A neighbour has obligingly come in to help us with the entertainment. She is the pleasant, middle-aged Irish widow of an Irish doctor, and her good-humour is as pronounced as her brogue. Finding herself alone on the terrace with the Signorina after the departure of the convalescents, she mystified her with the following remark:
“How frightened the poor old lady was!”
The poor old lady? The Signorina was all at sea. There was no one answering to such a description among us to-day.
“The poor old lady,” repeated the other firmly. “Yes, Lady ——. I was talking to her, and oh! anybody could see how terrified she was. Nervous, you know; trembling at the mention of the war, upset, shrinking away. And no wonder, I’m sure,” she concluded genially. “Hasn’t she got a son out there?”
She betook herself down the steps towards her cottage. Our daughter watched the purple-spotted blouse meandering downwards from terrace to terrace till it disappeared. She was too astounded even to be able to remonstrate.

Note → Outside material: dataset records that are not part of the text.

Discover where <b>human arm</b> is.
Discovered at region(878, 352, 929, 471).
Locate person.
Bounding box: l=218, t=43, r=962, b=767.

And, indeed, of what use would it have been? That Lady ——, distinguished, humorous, with her figure erect and slender as a girl’s, and her refined, delightful face stamped with genius on the brow, and with the most delicate humour about the mouth; that this incomparable woman, actually in the zenith of her power, personal as well as artistic, a being whom it seems that age can never touch, to whom the years have so far only brought a maturing of all kinds of excellence, should have appeared to anyone as the poor old lady! And that she should be further classed among the frightened! She who more than any fighter of them all sees the romance of war, the high lesson of war; who only the day before, speaking of a discontented soldier friend, had said to us in tones of wonder:
“He’s not enjoying war! It seems so strange.”
There was nothing for it but to laugh. But what an insight into the manner in which “other people see us.”
In the Signora’s early teens her family indulged in a Dublin season, during which a very worthy prelate, the Cardinal Archbishop of her Church, died. He was full of years and good works, but at no moment of his existence remarkable for good looks.